CS Certification: Why You Shouldn't Wait for Your State
May 3rd 2015Central Service (CS) professionals who continue to hold out on becoming certified until their state legislators or hospital executives require it are not doing themselves, their healthcare customers and, especially, their patients any favors. Also, as more states board the certification bandwagon and new technicians are required to become certified in order to hold a position in the CS department, more tenured, non-certified professionals – even those who were “grandfathered” in under state law* (meaning that the bill exempts them from having to become certified) – will likely feel the pressure and may lose out to their certified counterparts.
Certifiably Educated: One Department's Drive to Serve with Smarts
May 3rd 2015The field of sterile processing is awash with new technologies, ever-tightening accreditation requirements, and an overwhelming flood of cutting-edge surgical instrumentation. But are departmental certification standards and training programs keeping up with these growing trends?
UCI Receives Up to $5 Million to Advance Bloodstream Infection Detection Technology
May 1st 2015A UC Irvine research team will receive up to $5 million to further develop a bloodstream infection detection system that speeds up diagnosis times with unprecedented accuracy – allowing physicians to treat patients with potentially deadly ailments more promptly and effectively. The five-year federal award is part of a National Institute of Allergy & Infectious Diseases program to fund nine institutions that will create tools to identify certain pathogens that frequently cause infections in healthcare settings – especially those that are resistant to most antimicrobials.
Boosting the Body's Natural Ability to Fight Urinary Tract Infections
April 30th 2015Urinary tract infections (UTIs) are common, and widespread antibiotic resistance has led to urgent calls for new ways to combat them. Researchers at University of California, San Diego School of Medicine and Skaggs School of Pharmacy and Pharmaceutical Sciences report that an experimental drug that stabilizes a protein called HIF-1alpha protects human bladder cells and mice against a major UTI pathogen. The drug might eventually provide a therapeutic alternative or complement to standard antibiotic treatment. The study is published April 30 by PLOS Pathogens.
Study Finds Swine Farming is a Risk Factor for Drug-Resistant Staph Infections
April 30th 2015Swine farmers are more likely to carry multidrug-resistant Staphylococcus aureus than people without current swine exposure, according to a study conducted by a team of researchers from the University of Iowa, Kent State University, and the National Cancer Institute.
Americas Region is Declared the World's First to Eliminate Rubella
April 30th 2015The Americas region has become the first in the world to be declared free of endemic transmission of rubella, a contagious viral disease that can cause multiple birth defects as well as fetal death when contracted by women during pregnancy. This achievement culminates a 15-year effort that involved widespread administration of the vaccine against measles, mumps and rubella (MMR) throughout the Western Hemisphere. The announcement comes as 45 countries and territories of the Americas are participating in the 13th annual Vaccination Week in the Americas (April 25 to May 2).
WHO Report Finds Systems to Combat Antibiotic Resistance are Lacking
April 29th 2015A quarter of the countries that responded to a World Health Organization (WHO) survey have national plans to preserve antimicrobial medicines like antibiotics, but many more countries must also step up. A new report, "Worldwide Country Situation Analysis: Response to Antimicrobial Resistance," which outlines the survey findings, reveals that while much activity is underway and many governments are committed to addressing the problem, there are major gaps in actions needed across all six WHO regions to prevent the misuse of antibiotics and reduce spread of antimicrobial resistance.
Four Cases of MERS-CoV in Saudi Arabia are Reported to WHO
April 29th 2015Between April 14, 2015 and April 20, 2015, the National IHR Focal Point for the Kingdom of Saudi Arabia notified WHO of 4 additional cases of Middle East respiratory syndrome coronavirus (MERS-CoV) infection, including one death.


▸ What this task involves
Among the lines of the records below, copy those that hold the word "title".

********

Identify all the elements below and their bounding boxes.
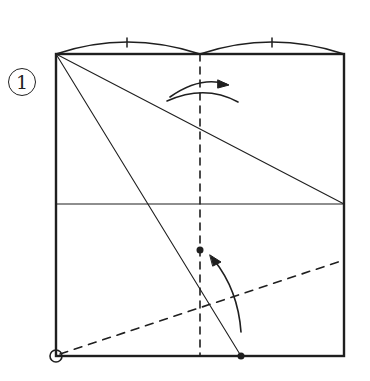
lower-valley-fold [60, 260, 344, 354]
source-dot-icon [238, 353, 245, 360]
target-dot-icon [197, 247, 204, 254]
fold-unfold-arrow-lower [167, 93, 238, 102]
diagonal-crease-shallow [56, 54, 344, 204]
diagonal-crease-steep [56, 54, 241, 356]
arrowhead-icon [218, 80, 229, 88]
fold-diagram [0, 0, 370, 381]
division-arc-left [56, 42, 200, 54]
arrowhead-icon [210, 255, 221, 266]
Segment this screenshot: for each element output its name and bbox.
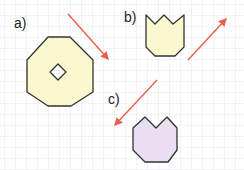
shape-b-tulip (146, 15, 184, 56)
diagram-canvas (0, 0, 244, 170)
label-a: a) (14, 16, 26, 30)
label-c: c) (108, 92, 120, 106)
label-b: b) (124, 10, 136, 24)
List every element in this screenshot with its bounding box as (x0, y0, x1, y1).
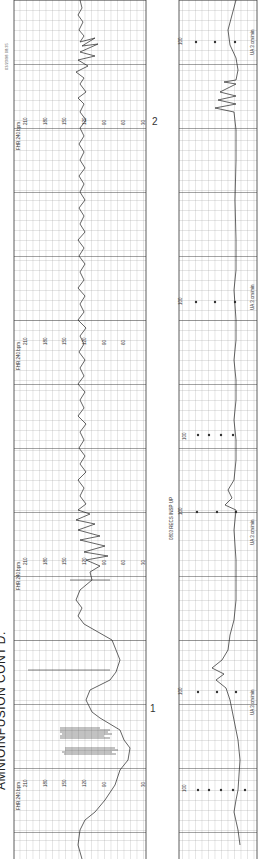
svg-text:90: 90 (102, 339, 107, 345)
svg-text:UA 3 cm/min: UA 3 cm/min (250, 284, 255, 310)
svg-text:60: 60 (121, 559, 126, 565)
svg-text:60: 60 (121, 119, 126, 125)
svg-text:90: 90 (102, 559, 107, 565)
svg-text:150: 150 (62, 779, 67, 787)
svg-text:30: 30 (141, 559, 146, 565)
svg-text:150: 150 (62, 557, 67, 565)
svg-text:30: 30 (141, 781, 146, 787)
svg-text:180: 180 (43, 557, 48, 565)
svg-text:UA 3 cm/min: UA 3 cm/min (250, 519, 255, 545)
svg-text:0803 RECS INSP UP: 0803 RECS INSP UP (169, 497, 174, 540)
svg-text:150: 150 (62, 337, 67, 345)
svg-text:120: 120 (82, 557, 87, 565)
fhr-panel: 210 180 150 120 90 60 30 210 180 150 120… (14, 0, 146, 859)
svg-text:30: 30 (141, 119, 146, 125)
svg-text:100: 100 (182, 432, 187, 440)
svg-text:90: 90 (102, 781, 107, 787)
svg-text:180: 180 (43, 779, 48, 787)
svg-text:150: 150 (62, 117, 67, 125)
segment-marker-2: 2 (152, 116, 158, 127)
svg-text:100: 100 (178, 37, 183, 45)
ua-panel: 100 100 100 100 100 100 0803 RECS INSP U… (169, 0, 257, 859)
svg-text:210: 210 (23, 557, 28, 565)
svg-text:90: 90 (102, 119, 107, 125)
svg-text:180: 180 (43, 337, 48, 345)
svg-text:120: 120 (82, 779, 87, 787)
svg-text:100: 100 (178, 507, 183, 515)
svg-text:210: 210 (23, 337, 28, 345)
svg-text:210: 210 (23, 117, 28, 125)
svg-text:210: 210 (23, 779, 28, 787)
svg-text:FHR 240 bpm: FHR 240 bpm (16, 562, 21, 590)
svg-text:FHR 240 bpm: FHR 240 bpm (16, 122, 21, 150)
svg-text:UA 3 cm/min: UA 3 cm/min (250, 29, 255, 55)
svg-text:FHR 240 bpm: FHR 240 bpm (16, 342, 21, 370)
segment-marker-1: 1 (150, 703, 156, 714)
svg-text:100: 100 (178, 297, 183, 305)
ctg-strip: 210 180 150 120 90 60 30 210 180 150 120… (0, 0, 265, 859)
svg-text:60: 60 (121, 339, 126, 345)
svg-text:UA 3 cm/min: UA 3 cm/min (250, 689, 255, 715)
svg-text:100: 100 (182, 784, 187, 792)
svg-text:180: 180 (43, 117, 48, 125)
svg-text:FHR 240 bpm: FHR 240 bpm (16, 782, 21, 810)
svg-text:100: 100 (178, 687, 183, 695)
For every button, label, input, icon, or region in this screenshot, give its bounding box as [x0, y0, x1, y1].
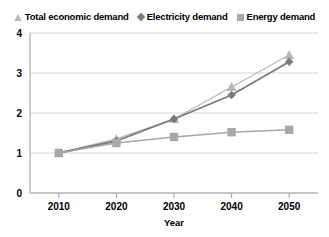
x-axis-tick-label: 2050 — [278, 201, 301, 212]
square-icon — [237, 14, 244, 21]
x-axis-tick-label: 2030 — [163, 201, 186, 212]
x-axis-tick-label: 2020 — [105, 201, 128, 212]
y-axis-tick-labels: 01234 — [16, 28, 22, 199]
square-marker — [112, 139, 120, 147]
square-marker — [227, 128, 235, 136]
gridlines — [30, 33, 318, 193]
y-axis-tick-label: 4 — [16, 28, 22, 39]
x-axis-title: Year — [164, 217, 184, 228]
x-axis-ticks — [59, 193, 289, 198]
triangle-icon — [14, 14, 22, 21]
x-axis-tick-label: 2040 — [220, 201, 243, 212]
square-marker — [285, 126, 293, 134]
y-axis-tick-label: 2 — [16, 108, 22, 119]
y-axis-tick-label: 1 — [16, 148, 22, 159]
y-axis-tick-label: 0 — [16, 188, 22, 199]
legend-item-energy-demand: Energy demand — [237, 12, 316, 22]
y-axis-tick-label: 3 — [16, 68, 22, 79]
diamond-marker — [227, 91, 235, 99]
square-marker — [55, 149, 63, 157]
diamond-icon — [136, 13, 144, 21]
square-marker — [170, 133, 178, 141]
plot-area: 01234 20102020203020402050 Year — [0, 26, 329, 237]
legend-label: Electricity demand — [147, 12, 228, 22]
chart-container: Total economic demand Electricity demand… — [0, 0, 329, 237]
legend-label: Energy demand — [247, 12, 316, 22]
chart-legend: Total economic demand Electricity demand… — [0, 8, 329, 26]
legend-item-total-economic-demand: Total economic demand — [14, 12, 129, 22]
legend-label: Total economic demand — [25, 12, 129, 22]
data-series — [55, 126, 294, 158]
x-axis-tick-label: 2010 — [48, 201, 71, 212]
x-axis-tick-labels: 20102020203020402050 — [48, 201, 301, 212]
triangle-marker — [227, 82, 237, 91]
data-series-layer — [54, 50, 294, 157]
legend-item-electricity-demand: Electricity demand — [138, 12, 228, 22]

********

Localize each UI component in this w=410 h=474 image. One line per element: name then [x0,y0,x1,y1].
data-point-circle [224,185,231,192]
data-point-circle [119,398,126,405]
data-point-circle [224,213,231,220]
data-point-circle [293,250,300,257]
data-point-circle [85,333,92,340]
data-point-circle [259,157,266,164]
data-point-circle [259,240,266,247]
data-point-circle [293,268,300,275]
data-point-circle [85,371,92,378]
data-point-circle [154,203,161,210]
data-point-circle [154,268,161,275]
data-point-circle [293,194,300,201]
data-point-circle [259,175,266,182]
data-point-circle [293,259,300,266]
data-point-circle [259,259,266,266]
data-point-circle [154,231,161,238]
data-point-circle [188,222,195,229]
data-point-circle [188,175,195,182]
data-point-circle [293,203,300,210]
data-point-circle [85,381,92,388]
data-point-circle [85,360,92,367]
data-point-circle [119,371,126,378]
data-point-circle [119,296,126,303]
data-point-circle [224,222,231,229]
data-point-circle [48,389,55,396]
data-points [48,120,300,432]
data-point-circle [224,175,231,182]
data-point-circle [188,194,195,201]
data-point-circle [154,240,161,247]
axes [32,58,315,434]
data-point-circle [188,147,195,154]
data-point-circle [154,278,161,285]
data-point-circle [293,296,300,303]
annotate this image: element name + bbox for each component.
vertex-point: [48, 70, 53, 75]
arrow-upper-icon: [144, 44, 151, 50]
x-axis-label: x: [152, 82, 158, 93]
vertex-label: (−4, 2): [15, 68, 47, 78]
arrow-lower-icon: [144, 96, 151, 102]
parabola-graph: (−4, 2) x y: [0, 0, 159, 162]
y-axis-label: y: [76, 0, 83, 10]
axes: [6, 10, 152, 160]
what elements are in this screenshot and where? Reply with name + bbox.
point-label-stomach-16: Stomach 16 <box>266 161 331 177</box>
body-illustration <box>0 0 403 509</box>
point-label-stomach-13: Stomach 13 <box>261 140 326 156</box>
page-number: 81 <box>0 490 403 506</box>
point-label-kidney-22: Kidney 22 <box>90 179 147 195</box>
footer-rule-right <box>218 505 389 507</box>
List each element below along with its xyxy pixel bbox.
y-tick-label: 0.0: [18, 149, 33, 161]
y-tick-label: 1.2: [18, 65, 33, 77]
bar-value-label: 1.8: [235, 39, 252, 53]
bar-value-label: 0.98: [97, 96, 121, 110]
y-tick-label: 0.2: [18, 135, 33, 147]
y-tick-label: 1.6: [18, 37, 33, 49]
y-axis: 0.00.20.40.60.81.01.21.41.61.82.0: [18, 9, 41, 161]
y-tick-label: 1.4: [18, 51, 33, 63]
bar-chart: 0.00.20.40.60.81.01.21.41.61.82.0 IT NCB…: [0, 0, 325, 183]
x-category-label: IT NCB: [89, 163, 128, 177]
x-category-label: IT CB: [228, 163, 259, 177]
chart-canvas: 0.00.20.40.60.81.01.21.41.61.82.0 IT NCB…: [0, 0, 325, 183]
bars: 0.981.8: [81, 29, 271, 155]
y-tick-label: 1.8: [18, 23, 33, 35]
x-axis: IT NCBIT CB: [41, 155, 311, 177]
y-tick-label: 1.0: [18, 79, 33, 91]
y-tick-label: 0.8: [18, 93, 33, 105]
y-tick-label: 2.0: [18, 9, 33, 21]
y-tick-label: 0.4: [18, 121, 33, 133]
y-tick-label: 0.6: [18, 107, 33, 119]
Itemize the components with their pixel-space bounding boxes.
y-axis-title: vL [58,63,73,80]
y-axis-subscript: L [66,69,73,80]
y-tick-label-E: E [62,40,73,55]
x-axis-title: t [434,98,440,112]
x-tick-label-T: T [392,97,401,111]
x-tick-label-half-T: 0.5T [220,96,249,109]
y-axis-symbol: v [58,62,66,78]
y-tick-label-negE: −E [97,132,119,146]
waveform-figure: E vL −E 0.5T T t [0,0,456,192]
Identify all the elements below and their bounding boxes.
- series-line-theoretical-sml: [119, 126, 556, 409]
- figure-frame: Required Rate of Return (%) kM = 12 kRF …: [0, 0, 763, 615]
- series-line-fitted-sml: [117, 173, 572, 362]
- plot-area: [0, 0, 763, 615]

********

▸ Output for this task
x-axis-title: Year — [164, 217, 184, 228]
y-axis-title: vL [58,63,73,80]
x-axis-title: t [434,98,440,112]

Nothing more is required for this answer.